Experience and Expression: Reading Chinese Literature Across Genres
Talk by Ronald Egan, Stanford University
Tuesday, Feb. 7, 2 p.m.
Free
What are the effects that genre has upon expression in traditional Chinese literature? We rarely read an author across genres, that is, when he or she is writing on the same topic in multiple literary forms. Even when such a possibility exists, as it often does with post-Tang period writers, we still tend to read our authors one genre at a time; most individuals’ literary collections and anthologies are organized by genre, for example. But if we discard this habit, no longer privileging genre in how we approach Chinese literature, we may discover how differently the same topic can be treated by a single writer in different literary forms, whose choice was probably a consequence of occasion if not pure whimsy. This way of reading enhances our understanding of both the proclivities and the limitations of each literary genre. This talk considers instances in which Su Shi (1037-1101) wrote on the same topic in different forms as case studies in this methodology of reading across genre.

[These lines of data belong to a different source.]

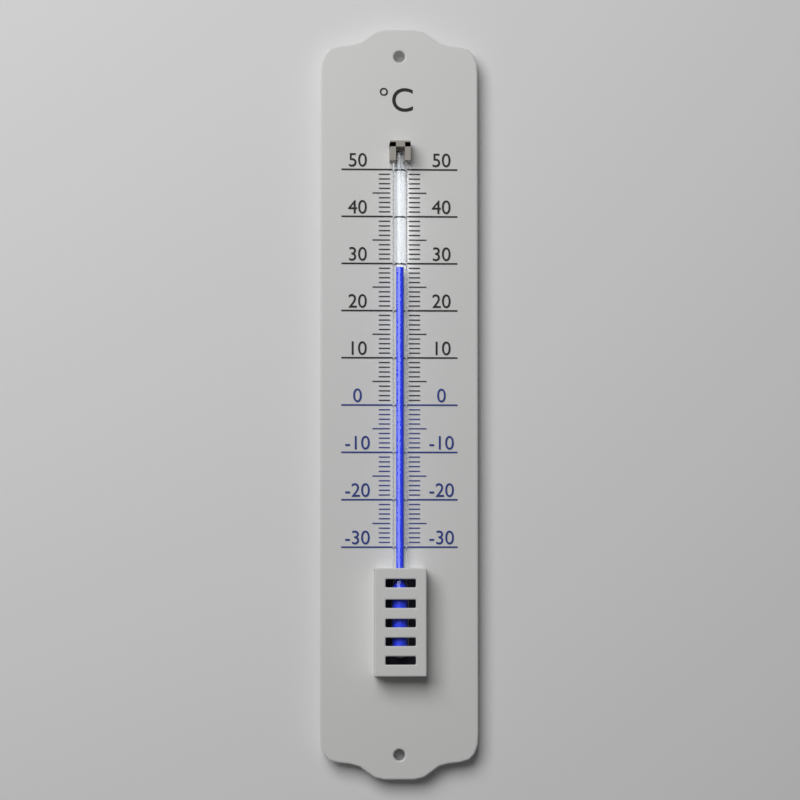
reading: 29 °C
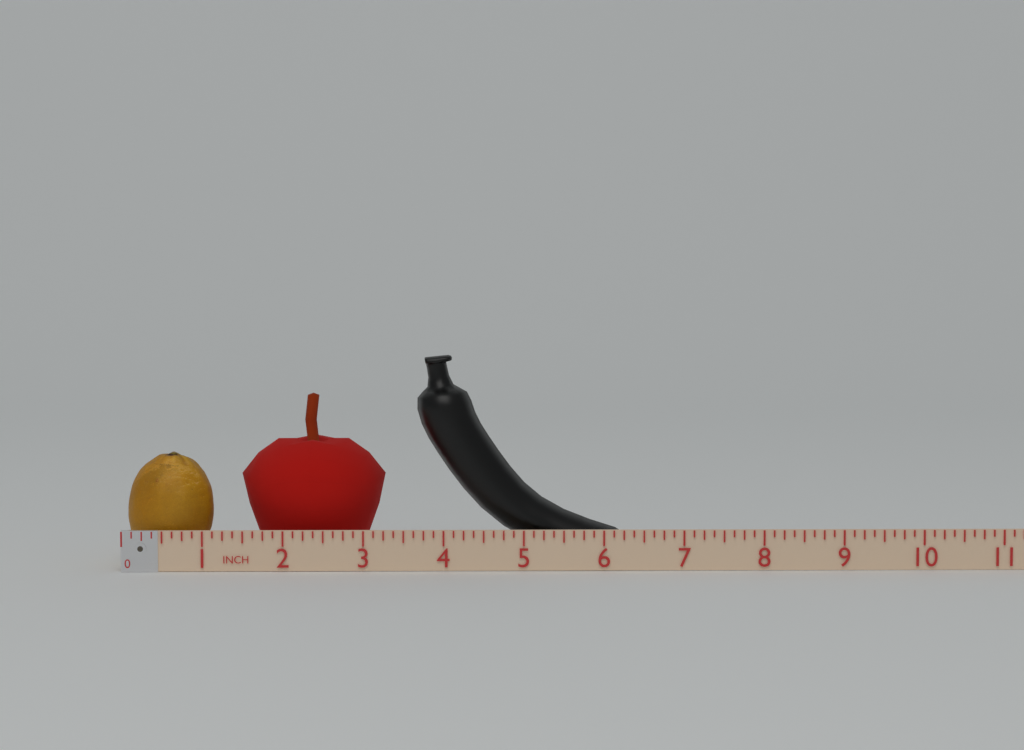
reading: 6.375 in
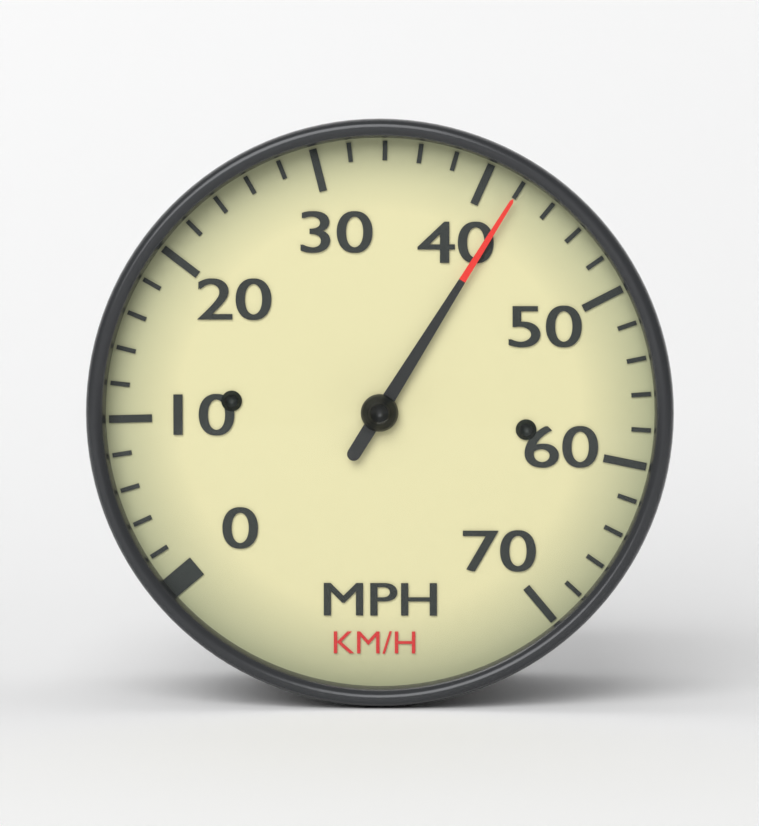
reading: 42 mph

Ronald Egan is Stanford W. Ascherman, M.D. Professor of Sinology at Stanford University. He works on Chinese literature and aesthetics of the middle period of imperial Chinese history. He is the translator of selected essays from Qian Zhongshu’s Guanzhui bian (which appeared as Limited Views: Essays on Ideas and Letters by Qian Zhongshu) and The Burden of Female Talent: The Poet Li Qingzhao and Her History in China.